Osama bin Laden
Osama bin Laden - Reuters Reuters

A Pakistani doctor who helped the CIA track down Osama bin Laden has been charged with murder in connection with a surgical procedure he performed eight years ago.

Shakil Afridi, 49, is accused of killing a teenage boy during an appendectomy in 2006. The boy died of complications from the surgery but authorities now claim that the doctor was not authorised to perform the operation.

The deceased boy's mother filed a criminal complaint against the doctor, alleging that he was not authorised to operate on her son because he was a physician, not a surgeon. The surgery was performed in Pakistan's remote Khyber tribal area, the doctor's lawyer Samiullah Afridi told AP.

Afridi was arrested in 2012 for high treason by the Khyber Agency court. The charges were initially believed to be in connection with the CIA assault on bin Laden's hideout but the court said that the accusations were linked to his alleged ties with Islamist warlord Mangal Bagh.

Afridi's brother, Jamil Afridi, denied the allegations and claimed that it was Bagh who kidnapped the doctor for ransom.

"My brother didn't do anything against Pakistan," he said. "If he helped the US it was for the benefit of Pakistan. The American government should help us in any way it can."

In August, the doctor's conviction was overturned by the Peshawar judicial commissioner on the grounds that the person who had sentenced Afridi was not authorised to hear the case.

However, he will remain in prison until a new trial is held.

Pakistani authorities claimed that the doctor was not arrested for helping the CIA, even though a report sent to a Pakistani appeals court accused Afridi of working with the CIA in a fake vaccination campaign designed to locate bin Laden in Abbottabad.

DNA Samples

In 2012, senior US officials told CNN that Afridi did work with the US, but was never asked to spy on Pakistan and was only asked to help find bin Laden.

The US has already publicly demanded Afridi's release.

"Pakistan and the United States have a common cause here against terrorism, have a common cause against al-Qaida," US defence secretary Leon Panetta told CBS.

"And for them to take this kind of action against somebody who was helping to go after terrorism is a real mistake on their part."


• [Work item]: Once the images are removed, repeat all of the entries exactly.

──────── Entries supplied ────────

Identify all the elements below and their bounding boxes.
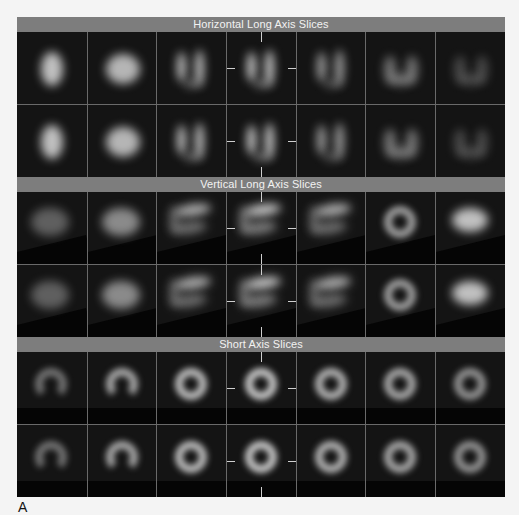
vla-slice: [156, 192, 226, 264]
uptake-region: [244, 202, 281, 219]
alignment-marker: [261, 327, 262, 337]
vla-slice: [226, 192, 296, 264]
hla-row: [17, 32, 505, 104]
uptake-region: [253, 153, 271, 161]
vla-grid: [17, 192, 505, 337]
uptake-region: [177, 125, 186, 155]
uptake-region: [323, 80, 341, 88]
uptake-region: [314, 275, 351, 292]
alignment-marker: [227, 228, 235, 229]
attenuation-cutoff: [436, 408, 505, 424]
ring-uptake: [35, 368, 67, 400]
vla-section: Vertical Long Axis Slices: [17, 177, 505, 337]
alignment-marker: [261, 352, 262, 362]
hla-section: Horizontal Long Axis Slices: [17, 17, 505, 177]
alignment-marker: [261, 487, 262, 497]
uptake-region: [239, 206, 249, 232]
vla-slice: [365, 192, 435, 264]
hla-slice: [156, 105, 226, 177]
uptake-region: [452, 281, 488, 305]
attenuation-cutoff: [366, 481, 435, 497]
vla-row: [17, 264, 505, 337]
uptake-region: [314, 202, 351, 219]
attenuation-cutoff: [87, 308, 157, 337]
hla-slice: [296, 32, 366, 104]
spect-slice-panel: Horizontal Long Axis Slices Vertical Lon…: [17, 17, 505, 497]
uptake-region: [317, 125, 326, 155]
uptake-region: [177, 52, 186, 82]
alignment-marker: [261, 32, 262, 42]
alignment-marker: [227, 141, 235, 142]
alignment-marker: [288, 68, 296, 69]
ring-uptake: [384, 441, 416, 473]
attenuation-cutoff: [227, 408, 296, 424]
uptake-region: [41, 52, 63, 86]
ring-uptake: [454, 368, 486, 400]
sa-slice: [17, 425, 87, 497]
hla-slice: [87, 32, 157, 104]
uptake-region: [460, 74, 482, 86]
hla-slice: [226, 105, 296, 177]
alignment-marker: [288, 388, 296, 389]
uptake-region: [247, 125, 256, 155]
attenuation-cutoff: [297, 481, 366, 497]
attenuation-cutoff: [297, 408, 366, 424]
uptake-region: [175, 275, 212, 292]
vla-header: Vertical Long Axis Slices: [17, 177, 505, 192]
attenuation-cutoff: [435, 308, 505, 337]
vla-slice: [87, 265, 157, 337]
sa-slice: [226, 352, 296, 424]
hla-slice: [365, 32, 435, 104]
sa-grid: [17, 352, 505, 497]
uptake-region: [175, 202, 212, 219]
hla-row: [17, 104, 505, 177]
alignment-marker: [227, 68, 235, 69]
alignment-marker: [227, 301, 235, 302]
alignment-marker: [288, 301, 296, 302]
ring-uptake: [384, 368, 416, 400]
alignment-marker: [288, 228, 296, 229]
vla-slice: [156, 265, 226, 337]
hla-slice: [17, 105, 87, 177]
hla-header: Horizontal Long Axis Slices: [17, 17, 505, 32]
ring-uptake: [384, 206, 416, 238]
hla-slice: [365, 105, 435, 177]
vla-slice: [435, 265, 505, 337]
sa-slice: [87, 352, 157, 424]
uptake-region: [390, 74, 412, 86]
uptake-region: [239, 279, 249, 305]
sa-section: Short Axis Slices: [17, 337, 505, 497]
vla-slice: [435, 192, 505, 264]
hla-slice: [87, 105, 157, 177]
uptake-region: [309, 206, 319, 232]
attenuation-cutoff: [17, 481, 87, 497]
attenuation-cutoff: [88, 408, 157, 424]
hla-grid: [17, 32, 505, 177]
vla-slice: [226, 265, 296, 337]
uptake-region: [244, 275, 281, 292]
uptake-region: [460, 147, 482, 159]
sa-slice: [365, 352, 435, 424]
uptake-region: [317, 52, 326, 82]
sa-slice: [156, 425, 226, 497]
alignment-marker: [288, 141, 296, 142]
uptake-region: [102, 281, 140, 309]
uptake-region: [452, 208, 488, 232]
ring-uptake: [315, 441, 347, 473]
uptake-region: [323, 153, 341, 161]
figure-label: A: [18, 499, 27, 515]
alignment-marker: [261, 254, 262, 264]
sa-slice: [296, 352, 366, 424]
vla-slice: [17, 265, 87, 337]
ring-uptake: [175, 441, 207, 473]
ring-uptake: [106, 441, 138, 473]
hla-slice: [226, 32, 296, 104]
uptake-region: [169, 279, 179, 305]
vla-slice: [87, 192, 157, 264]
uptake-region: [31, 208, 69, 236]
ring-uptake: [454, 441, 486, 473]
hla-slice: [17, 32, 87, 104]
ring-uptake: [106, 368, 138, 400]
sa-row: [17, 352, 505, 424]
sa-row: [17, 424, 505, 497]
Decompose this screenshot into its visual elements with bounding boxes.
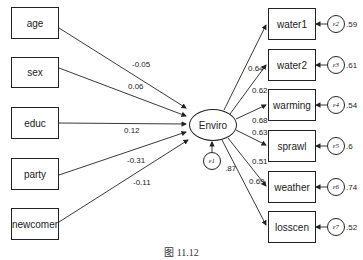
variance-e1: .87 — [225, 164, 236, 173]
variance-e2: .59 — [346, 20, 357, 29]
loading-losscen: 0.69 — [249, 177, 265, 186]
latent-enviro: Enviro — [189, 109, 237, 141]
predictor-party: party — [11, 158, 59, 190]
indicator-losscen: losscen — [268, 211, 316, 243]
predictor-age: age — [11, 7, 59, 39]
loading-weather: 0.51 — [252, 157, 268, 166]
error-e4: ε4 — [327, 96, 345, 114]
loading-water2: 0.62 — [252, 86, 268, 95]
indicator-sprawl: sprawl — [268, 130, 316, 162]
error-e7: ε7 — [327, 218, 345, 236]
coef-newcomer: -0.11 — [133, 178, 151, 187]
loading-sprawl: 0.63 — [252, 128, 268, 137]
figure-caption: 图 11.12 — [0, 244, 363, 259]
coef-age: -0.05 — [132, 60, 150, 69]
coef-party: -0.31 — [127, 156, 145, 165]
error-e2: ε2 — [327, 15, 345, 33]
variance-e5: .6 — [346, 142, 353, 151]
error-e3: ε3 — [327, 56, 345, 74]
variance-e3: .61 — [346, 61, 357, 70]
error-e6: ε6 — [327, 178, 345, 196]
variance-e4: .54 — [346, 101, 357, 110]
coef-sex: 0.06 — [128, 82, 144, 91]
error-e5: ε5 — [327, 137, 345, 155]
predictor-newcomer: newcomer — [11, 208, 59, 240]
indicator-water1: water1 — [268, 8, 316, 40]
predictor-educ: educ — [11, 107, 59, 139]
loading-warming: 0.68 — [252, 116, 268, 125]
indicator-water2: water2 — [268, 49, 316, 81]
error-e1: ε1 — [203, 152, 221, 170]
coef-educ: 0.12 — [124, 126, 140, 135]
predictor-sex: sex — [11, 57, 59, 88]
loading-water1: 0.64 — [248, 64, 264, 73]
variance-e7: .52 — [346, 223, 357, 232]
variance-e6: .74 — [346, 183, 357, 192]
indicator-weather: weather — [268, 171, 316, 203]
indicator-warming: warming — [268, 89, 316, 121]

────────

• [Exercise answer]:
Identify all the elements below and their bounding boxes.
vla-slice: [156, 192, 226, 264]
uptake-region: [244, 202, 281, 219]
alignment-marker: [261, 327, 262, 337]
vla-slice: [226, 192, 296, 264]
hla-row: [17, 32, 505, 104]
uptake-region: [253, 153, 271, 161]
vla-grid: [17, 192, 505, 337]
uptake-region: [177, 125, 186, 155]
uptake-region: [323, 80, 341, 88]
uptake-region: [314, 275, 351, 292]
alignment-marker: [227, 228, 235, 229]
attenuation-cutoff: [436, 408, 505, 424]
ring-uptake: [35, 368, 67, 400]
vla-section: Vertical Long Axis Slices: [17, 177, 505, 337]
alignment-marker: [261, 352, 262, 362]
hla-section: Horizontal Long Axis Slices: [17, 17, 505, 177]
alignment-marker: [261, 487, 262, 497]
uptake-region: [239, 206, 249, 232]
vla-slice: [365, 192, 435, 264]
hla-slice: [156, 105, 226, 177]
uptake-region: [452, 281, 488, 305]
attenuation-cutoff: [366, 481, 435, 497]
vla-row: [17, 264, 505, 337]
uptake-region: [314, 202, 351, 219]
attenuation-cutoff: [87, 308, 157, 337]
hla-slice: [296, 32, 366, 104]
spect-slice-panel: Horizontal Long Axis Slices Vertical Lon…: [17, 17, 505, 497]
uptake-region: [317, 125, 326, 155]
uptake-region: [177, 52, 186, 82]
alignment-marker: [261, 32, 262, 42]
alignment-marker: [227, 141, 235, 142]
alignment-marker: [288, 68, 296, 69]
ring-uptake: [384, 441, 416, 473]
attenuation-cutoff: [227, 408, 296, 424]
uptake-region: [41, 52, 63, 86]
ring-uptake: [454, 368, 486, 400]
sa-slice: [17, 425, 87, 497]
hla-slice: [87, 32, 157, 104]
uptake-region: [460, 74, 482, 86]
hla-slice: [226, 105, 296, 177]
alignment-marker: [288, 388, 296, 389]
uptake-region: [247, 125, 256, 155]
attenuation-cutoff: [297, 481, 366, 497]
attenuation-cutoff: [297, 408, 366, 424]
uptake-region: [175, 275, 212, 292]
vla-header: Vertical Long Axis Slices: [17, 177, 505, 192]
attenuation-cutoff: [435, 308, 505, 337]
vla-slice: [87, 265, 157, 337]
sa-slice: [226, 352, 296, 424]
hla-slice: [365, 32, 435, 104]
sa-grid: [17, 352, 505, 497]
uptake-region: [175, 202, 212, 219]
hla-row: [17, 104, 505, 177]
alignment-marker: [227, 68, 235, 69]
alignment-marker: [227, 301, 235, 302]
alignment-marker: [288, 301, 296, 302]
ring-uptake: [384, 368, 416, 400]
alignment-marker: [288, 228, 296, 229]
vla-slice: [156, 265, 226, 337]
hla-slice: [17, 105, 87, 177]
hla-header: Horizontal Long Axis Slices: [17, 17, 505, 32]
ring-uptake: [384, 206, 416, 238]
hla-slice: [365, 105, 435, 177]
vla-slice: [435, 265, 505, 337]
sa-slice: [87, 352, 157, 424]
uptake-region: [390, 74, 412, 86]
uptake-region: [239, 279, 249, 305]
sa-section: Short Axis Slices: [17, 337, 505, 497]
vla-slice: [435, 192, 505, 264]
hla-slice: [87, 105, 157, 177]
uptake-region: [309, 206, 319, 232]
attenuation-cutoff: [17, 481, 87, 497]
attenuation-cutoff: [88, 408, 157, 424]
hla-grid: [17, 32, 505, 177]
vla-slice: [226, 265, 296, 337]
uptake-region: [244, 275, 281, 292]
uptake-region: [460, 147, 482, 159]
sa-slice: [365, 352, 435, 424]
uptake-region: [317, 52, 326, 82]
sa-slice: [156, 425, 226, 497]
alignment-marker: [288, 141, 296, 142]
uptake-region: [102, 281, 140, 309]
uptake-region: [452, 208, 488, 232]
ring-uptake: [315, 441, 347, 473]
uptake-region: [323, 153, 341, 161]
figure-label: A: [18, 499, 27, 515]
alignment-marker: [261, 254, 262, 264]
sa-slice: [296, 352, 366, 424]
vla-slice: [17, 265, 87, 337]
ring-uptake: [175, 441, 207, 473]
ring-uptake: [106, 441, 138, 473]
hla-slice: [226, 32, 296, 104]
uptake-region: [169, 279, 179, 305]
vla-slice: [87, 192, 157, 264]
uptake-region: [31, 208, 69, 236]
ring-uptake: [454, 441, 486, 473]
hla-slice: [17, 32, 87, 104]
ring-uptake: [106, 368, 138, 400]
sa-row: [17, 352, 505, 424]
sa-row: [17, 424, 505, 497]
Decompose this screenshot into its visual elements with bounding boxes.
variance-e1: .87 — [225, 164, 236, 173]
variance-e2: .59 — [346, 20, 357, 29]
loading-losscen: 0.69 — [249, 177, 265, 186]
latent-enviro: Enviro — [189, 109, 237, 141]
predictor-party: party — [11, 158, 59, 190]
indicator-losscen: losscen — [268, 211, 316, 243]
predictor-age: age — [11, 7, 59, 39]
loading-weather: 0.51 — [252, 157, 268, 166]
error-e4: ε4 — [327, 96, 345, 114]
loading-water2: 0.62 — [252, 86, 268, 95]
indicator-sprawl: sprawl — [268, 130, 316, 162]
error-e7: ε7 — [327, 218, 345, 236]
coef-newcomer: -0.11 — [133, 178, 151, 187]
loading-sprawl: 0.63 — [252, 128, 268, 137]
figure-caption: 图 11.12 — [0, 244, 363, 259]
coef-age: -0.05 — [132, 60, 150, 69]
coef-party: -0.31 — [127, 156, 145, 165]
error-e2: ε2 — [327, 15, 345, 33]
variance-e5: .6 — [346, 142, 353, 151]
error-e3: ε3 — [327, 56, 345, 74]
variance-e3: .61 — [346, 61, 357, 70]
error-e6: ε6 — [327, 178, 345, 196]
variance-e4: .54 — [346, 101, 357, 110]
coef-sex: 0.06 — [128, 82, 144, 91]
error-e5: ε5 — [327, 137, 345, 155]
predictor-newcomer: newcomer — [11, 208, 59, 240]
indicator-water1: water1 — [268, 8, 316, 40]
predictor-educ: educ — [11, 107, 59, 139]
loading-warming: 0.68 — [252, 116, 268, 125]
indicator-water2: water2 — [268, 49, 316, 81]
error-e1: ε1 — [203, 152, 221, 170]
coef-educ: 0.12 — [124, 126, 140, 135]
predictor-sex: sex — [11, 57, 59, 88]
loading-water1: 0.64 — [248, 64, 264, 73]
variance-e7: .52 — [346, 223, 357, 232]
variance-e6: .74 — [346, 183, 357, 192]
indicator-weather: weather — [268, 171, 316, 203]
indicator-warming: warming — [268, 89, 316, 121]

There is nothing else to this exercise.